Briefly reliving my childhood - Leonard Fysh Drugs in Moose Jaw.

Somewhere off Main St, downtown, close to the railway station. 

I'm probably 12, and I'd gotten hold of one of those old "Science Experiments you can do at home" for kids books, and had been all over town looking for supplies...most of the drugstores had nothing I needed. 

The "Make Beautiful Crystals from Borax/Laundry Soap" experiment had been tried, it didn't work out. But there were a lot more...

The front of the drugstore, filled with the standard druggist props, medical aids, mortar/pestles, but the back resembled some old-time apothecary, jars upon jars filled with ...? 

I had my list. Start with Ammonium Dichromate, an orange powder that when lit would turn into a fiery volcano spewing toxic carcinogenic green ash all over the neighborhood. They had it, and they sold it to me, and I was in business.

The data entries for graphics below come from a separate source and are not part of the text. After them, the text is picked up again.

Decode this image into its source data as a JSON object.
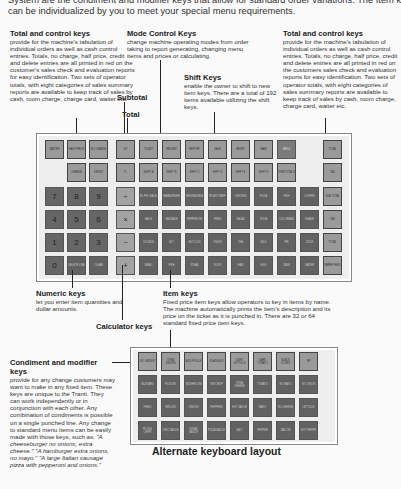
{
  "intro": {
    "line1": "System are the condiment and modifier keys that allow for standard order variations. The Item keys",
    "line2": "can be individualized by you to meet your special menu requirements."
  },
  "callouts": {
    "total_control_left": {
      "title": "Total and control keys",
      "body": "provide for the machine's tabulation of individual orders as well as cash control entries. Totals, no charge, half price, credit and delete entries are all printed in red on the customer's sales check and evaluation reports for easy identification. Two sets of operator totals, with eight categories of sales summary reports are available to keep track of sales by cash, room charge, charge card, waiter etc."
    },
    "mode_control": {
      "title": "Mode Control Keys",
      "body": "change machine operating modes from order taking to report generating, changing menu items and prices or calculating."
    },
    "total_control_right": {
      "title": "Total and control keys",
      "body": "provide for the machine's tabulation of individual orders as well as cash control entries. Totals, no charge, half price, credit and delete entries are all printed in red on the customers sales check and evaluation reports for easy identification. Two sets of operator totals, with eight categories of sales summary reports are available to keep track of sales by cash, room charge, charge card, waiter etc."
    },
    "shift": {
      "title": "Shift Keys",
      "body": "enable the owner to shift to new item keys. There are a total of 192 items available utilizing the shift keys."
    },
    "subtotal": {
      "title": "Subtotal"
    },
    "total": {
      "title": "Total"
    },
    "numeric": {
      "title": "Numeric keys",
      "body": "let you enter item quantities and dollar amounts."
    },
    "calculator": {
      "title": "Calculator keys"
    },
    "item": {
      "title": "Item keys",
      "body": "Fixed price item keys allow operators to key in items by name. The machine automatically prints the item's description and its price on the ticket as it is punched in. There are 32 or 64 standard fixed price item keys."
    },
    "condiment": {
      "title": "Condiment and modifier keys",
      "body_plain": "provide for any change customers may want to make in any fixed item. These keys are unique to the Tranti. They can work independently or in conjunction with each other. Any combination of condiments is possible on a single punched line. Any change to standard menu items can be easily made with those keys, such as:",
      "ex1": "\"A cheeseburger no onions, extra cheese.\"",
      "ex2": "\"A hamburger extra onions, no mayo.\"",
      "ex3": "\"A large Italian sausage pizza with pepperoni and onions.\""
    }
  },
  "main_keyboard": {
    "row1": [
      "WAITER",
      "HALF PRICE",
      "NO CHARGE",
      "S/T",
      "TICKET",
      "REVIEW",
      "REPORT",
      "SALE",
      "RESET",
      "MAIN",
      "MENU",
      "TOTAL"
    ],
    "row2": [
      "CHARGE",
      "CREDIT",
      "TL",
      "SHIFT A",
      "SHIFT B",
      "SHIFT C",
      "SHIFT D",
      "SHIFT E",
      "SHIFT F",
      "SHIFT G",
      "SHIFT H",
      "ITEM TOTALS",
      "TAX"
    ],
    "numeric": [
      "7",
      "8",
      "9",
      "4",
      "5",
      "6",
      "1",
      "2",
      "3",
      "0",
      "DELETE LINE",
      "CLEAR"
    ],
    "calculator": [
      "÷",
      "×",
      "−",
      "+"
    ],
    "items": [
      [
        "BL PR / EACH",
        "HAMBURGER",
        "CHEESEBURGER",
        "ROAST BEEF",
        "CHICKEN",
        "PIZZA",
        "FISH",
        "COFFEE"
      ],
      [
        "EACH",
        "SAUSAGE",
        "PEPPERONI",
        "FRIES",
        "SALAD",
        "SODA",
        "ICE CREAM",
        "SHAKE"
      ],
      [
        "DOUBLE",
        "BLT",
        "HOT DOG",
        "ONION",
        "TEA",
        "MILK",
        "PIE",
        "JUICE"
      ],
      [
        "SMALL",
        "FISH",
        "STEAK",
        "SOUP",
        "HAM",
        "EGG",
        "CAKE",
        "WATER"
      ]
    ],
    "right_col": [
      "SUB TOTAL",
      "TAX",
      "TOTAL",
      "PAPER FEED"
    ]
  },
  "alt_keyboard": {
    "title": "Alternate keyboard layout",
    "rows": [
      [
        "NO CATSUP",
        "XTRA ONIONS",
        "ADD PICKLE",
        "PLAIN BUN",
        "LIGHT LETTUCE",
        "DARK TOMATO",
        "BLACK OLIVES",
        "NP"
      ],
      [
        "MUSTARD",
        "PICKLES",
        "MUSHROOM",
        "KETCHUP",
        "XTRA CHEESE",
        "TOMATO",
        "NO MAYO",
        "NO ONION"
      ],
      [
        "FRIED",
        "GRILLED",
        "ONIONS",
        "PEPPERS",
        "HOT SAUCE",
        "MAYO",
        "NO CHEESE",
        "LETTUCE"
      ],
      [
        "PICKLE CHIPS",
        "CHILI SAUCE",
        "STEAK SAUCE",
        "PIZZA SAUCE",
        "SALT",
        "PEPPER",
        "BACON",
        "HOT PEPPR"
      ]
    ]
  }
}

This experiment worked well, exactly as predicted.

And I went back a number of times, money from my paper route to buy things that very few adults, let alone children, could buy now. Magnesium, in long wires, sold by the foot, and this, while tough to light, burned with an incandescant white glow...

Or the glycerin and Potassium Permanganate reaction, buy a bottle of glycerin, add a few sprinkles of the Potassium Permanganate, and soon the mixture would begin to smoke - violent, vile smelling, huge white clouds, and then burst into flames. If you capped the bottle it would explode, which - provided you were out of range, proved even more exciting. 

My father discovered the bottle of glycerin and forbid me from any more chemistry experiments, he confused glycerin with nitro-glycerin, and I tried to explain but what parent listens to their 12 year old son?

This "experiment" came in handy in High School, in Edmonton, when a group of us would wander from Louis St. Laurent High School to the adjacent Harry Ainley High School, set up our time-delayed bombs in their bathroom, then return to enjoy the evacuation of the school from the windows of our classroom... 

And again in Surrey, where I showed some friends it in the bathroom, and having long since deserted when the fire alarm went off we enjoyed an early recess in the yard, although my teacher was a little suspicious when after a few "trial runs" I started packing up my bag before the alarm, a little too much foreknowledge.